Investors in India, Asia?s other major economies and in Europe seem to have responded to local and global assurances that the state is standing steadfast to help the markets. In India, the wholly unnecessary panic about ICICI Bank?s health has also subsided; hopefully punters who wanted to profit from such rumours have learnt that such bets are not worthwhile. It is clear, too, that maintaining liquidity will remain a top official target. The committee headed by Arun Ramanathan, finance secretary, is expected to give its suggestions shortly. There?s perhaps, therefore, time now to think about some of the issues that were understandably pushed aside in last week?s crisis atmosphere. First, while the government deserves a lot of praise for the way it handled the situation last week, some of its policies are also in the spotlight. Policies on oil and fertiliser contributed to the liquidity crunch. Oil and fertiliser firms have been feasting on bank credit because the government hadn?t issued oil bonds or released fertiliser subsidies. These will be done shortly as Parliament meets. But this is a roundabout indication that oil price policy and fertiliser policy are unsustainable.

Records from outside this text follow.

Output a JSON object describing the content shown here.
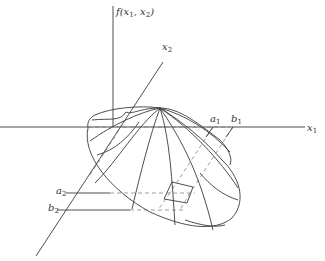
{
  "diagram": {
    "type": "3d-surface-plot",
    "labels": {
      "f_axis": "f(x",
      "f_sub1": "1",
      "f_mid": ", x",
      "f_sub2": "2",
      "f_end": ")",
      "x1_axis": "x",
      "x1_sub": "1",
      "x2_axis": "x",
      "x2_sub": "2",
      "a1": "a",
      "a1_sub": "1",
      "b1": "b",
      "b1_sub": "1",
      "a2": "a",
      "a2_sub": "2",
      "b2": "b",
      "b2_sub": "2"
    },
    "colors": {
      "line": "#3a3a3a",
      "dashed": "#777777",
      "background": "#ffffff"
    }
  }
}
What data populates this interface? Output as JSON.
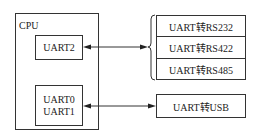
{
  "cpu": {
    "label": "CPU"
  },
  "uart2": {
    "label": "UART2"
  },
  "uart01": {
    "line1": "UART0",
    "line2": "UART1"
  },
  "converters": [
    {
      "label": "UART转RS232"
    },
    {
      "label": "UART转RS422"
    },
    {
      "label": "UART转RS485"
    }
  ],
  "usb": {
    "label": "UART转USB"
  }
}
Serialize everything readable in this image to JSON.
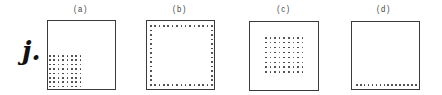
{
  "row_label": "j.",
  "panels": [
    {
      "id": "a",
      "label": "(a)",
      "box": {
        "x": 47,
        "y": 20,
        "w": 69,
        "h": 70
      },
      "dots": {
        "pattern": "grid",
        "x0": 49,
        "y0": 55,
        "dx": 4.4,
        "dy": 4.4,
        "cols": 8,
        "rows": 8
      }
    },
    {
      "id": "b",
      "label": "(b)",
      "box": {
        "x": 146,
        "y": 20,
        "w": 69,
        "h": 70
      },
      "dots": {
        "pattern": "perimeter",
        "x0": 150,
        "y0": 25,
        "x1": 211,
        "y1": 84,
        "count_h": 15,
        "count_v": 14
      }
    },
    {
      "id": "c",
      "label": "(c)",
      "box": {
        "x": 249,
        "y": 21,
        "w": 70,
        "h": 70
      },
      "dots": {
        "pattern": "grid",
        "x0": 265,
        "y0": 37,
        "dx": 4.6,
        "dy": 4.9,
        "cols": 9,
        "rows": 8
      }
    },
    {
      "id": "d",
      "label": "(d)",
      "box": {
        "x": 351,
        "y": 21,
        "w": 69,
        "h": 69
      },
      "dots": {
        "pattern": "row",
        "x0": 356,
        "y0": 84,
        "x1": 415,
        "count": 16
      }
    }
  ]
}
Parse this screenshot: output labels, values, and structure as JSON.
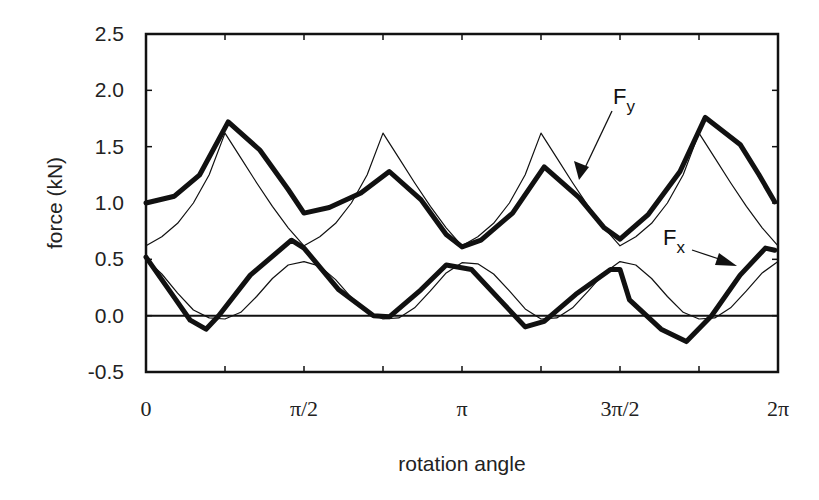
{
  "chart_data": {
    "type": "line",
    "title": "",
    "xlabel": "rotation angle",
    "ylabel": "force (kN)",
    "x_unit": "pi radians",
    "xlim": [
      0,
      2
    ],
    "ylim": [
      -0.5,
      2.5
    ],
    "grid": false,
    "legend": "none",
    "xticks": [
      {
        "value": 0,
        "label": "0"
      },
      {
        "value": 0.5,
        "label": "π/2"
      },
      {
        "value": 1,
        "label": "π"
      },
      {
        "value": 1.5,
        "label": "3π/2"
      },
      {
        "value": 2,
        "label": "2π"
      }
    ],
    "xminor_ticks": [
      0.25,
      0.75,
      1.25,
      1.75
    ],
    "yticks": [
      {
        "value": 2.5,
        "label": "2.5"
      },
      {
        "value": 2.0,
        "label": "2.0"
      },
      {
        "value": 1.5,
        "label": "1.5"
      },
      {
        "value": 1.0,
        "label": "1.0"
      },
      {
        "value": 0.5,
        "label": "0.5"
      },
      {
        "value": 0.0,
        "label": "0.0"
      },
      {
        "value": -0.5,
        "label": "-0.5"
      }
    ],
    "reference_line": {
      "y": 0.0
    },
    "series": [
      {
        "name": "Fy measured",
        "style": "thick",
        "x": [
          0,
          0.09,
          0.17,
          0.26,
          0.36,
          0.45,
          0.5,
          0.58,
          0.68,
          0.77,
          0.87,
          0.95,
          1.0,
          1.06,
          1.16,
          1.26,
          1.37,
          1.45,
          1.5,
          1.59,
          1.69,
          1.77,
          1.88,
          1.94,
          1.99
        ],
        "y": [
          1.0,
          1.06,
          1.25,
          1.72,
          1.47,
          1.12,
          0.91,
          0.96,
          1.09,
          1.28,
          1.03,
          0.72,
          0.61,
          0.67,
          0.91,
          1.32,
          1.05,
          0.78,
          0.68,
          0.9,
          1.28,
          1.76,
          1.52,
          1.25,
          1.01
        ]
      },
      {
        "name": "Fy model",
        "style": "thin",
        "x": [
          0,
          0.05,
          0.1,
          0.15,
          0.2,
          0.25,
          0.3,
          0.35,
          0.4,
          0.45,
          0.5,
          0.55,
          0.6,
          0.65,
          0.7,
          0.75,
          0.8,
          0.85,
          0.9,
          0.95,
          1.0,
          1.05,
          1.1,
          1.15,
          1.2,
          1.25,
          1.3,
          1.35,
          1.4,
          1.45,
          1.5,
          1.55,
          1.6,
          1.65,
          1.7,
          1.75,
          1.8,
          1.85,
          1.9,
          1.95,
          2.0
        ],
        "y": [
          0.62,
          0.7,
          0.82,
          1.0,
          1.25,
          1.62,
          1.4,
          1.18,
          0.97,
          0.78,
          0.62,
          0.7,
          0.82,
          1.0,
          1.25,
          1.62,
          1.4,
          1.18,
          0.97,
          0.78,
          0.62,
          0.7,
          0.82,
          1.0,
          1.25,
          1.62,
          1.4,
          1.18,
          0.97,
          0.78,
          0.62,
          0.7,
          0.82,
          1.0,
          1.25,
          1.62,
          1.4,
          1.18,
          0.97,
          0.78,
          0.62
        ]
      },
      {
        "name": "Fx measured",
        "style": "thick",
        "x": [
          0,
          0.09,
          0.14,
          0.19,
          0.23,
          0.33,
          0.46,
          0.5,
          0.61,
          0.72,
          0.77,
          0.87,
          0.95,
          1.03,
          1.12,
          1.2,
          1.26,
          1.36,
          1.47,
          1.5,
          1.53,
          1.63,
          1.71,
          1.79,
          1.88,
          1.96,
          1.99
        ],
        "y": [
          0.52,
          0.16,
          -0.04,
          -0.12,
          0.0,
          0.36,
          0.67,
          0.6,
          0.23,
          0.0,
          -0.01,
          0.23,
          0.45,
          0.41,
          0.14,
          -0.1,
          -0.05,
          0.19,
          0.41,
          0.41,
          0.14,
          -0.12,
          -0.23,
          0.0,
          0.36,
          0.6,
          0.58
        ]
      },
      {
        "name": "Fx model",
        "style": "thin",
        "x": [
          0,
          0.05,
          0.1,
          0.15,
          0.2,
          0.25,
          0.3,
          0.35,
          0.4,
          0.45,
          0.5,
          0.55,
          0.6,
          0.65,
          0.7,
          0.75,
          0.8,
          0.85,
          0.9,
          0.95,
          1.0,
          1.05,
          1.1,
          1.15,
          1.2,
          1.25,
          1.3,
          1.35,
          1.4,
          1.45,
          1.5,
          1.55,
          1.6,
          1.65,
          1.7,
          1.75,
          1.8,
          1.85,
          1.9,
          1.95,
          2.0
        ],
        "y": [
          0.5,
          0.37,
          0.2,
          0.05,
          -0.02,
          -0.03,
          0.03,
          0.17,
          0.33,
          0.45,
          0.48,
          0.44,
          0.32,
          0.16,
          0.03,
          -0.03,
          -0.02,
          0.07,
          0.22,
          0.38,
          0.47,
          0.46,
          0.37,
          0.22,
          0.06,
          -0.03,
          -0.02,
          0.07,
          0.22,
          0.38,
          0.48,
          0.45,
          0.33,
          0.17,
          0.03,
          -0.03,
          -0.02,
          0.07,
          0.22,
          0.38,
          0.48
        ]
      }
    ],
    "annotations": [
      {
        "label": "F",
        "subscript": "y",
        "points_to": {
          "x": 1.37,
          "y": 1.05
        }
      },
      {
        "label": "F",
        "subscript": "x",
        "points_to": {
          "x": 1.9,
          "y": 0.4
        }
      }
    ]
  }
}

Maybe the next government should learn from this episode; obviously, this government isn?t reforming anything anymore.

The other issue is, what position RBI should take on the rupee. Let?s be pragmatic and accept that a floating rupee isn?t on the policy horizon. Then, two questions come up. First, how to encourage more inflows? Foreign currency non-resident (FCNR) deposits currently have an interest rate ceiling identical to Libor. A good way to attract dollar deposits would be to increase this to Libor plus, say, 200 basis points. Since Libor is around 5.4% now, this will translate into a very attractive rate of interest. The other policy could be to relax the ceiling on FII participation in debt, which is currently around $8 billion, $5 billion in government paper and the rest in corporate debt. The ceiling can be raised to, say, $15 billion, with the ceiling on g-secs becoming $10 billion. The second question is the nature of RBI intervention in the currency markets. RBI has been defending the rupee as a matter of course over the last few weeks and this is making the market safely bet on the rupee depreciating. Should RBI intervene so as to disrupt expectations? It has a largish foreign exchange kitty. But what if there?s a massive bet against RBI when it does this? This is a tough call that the central bank has to take.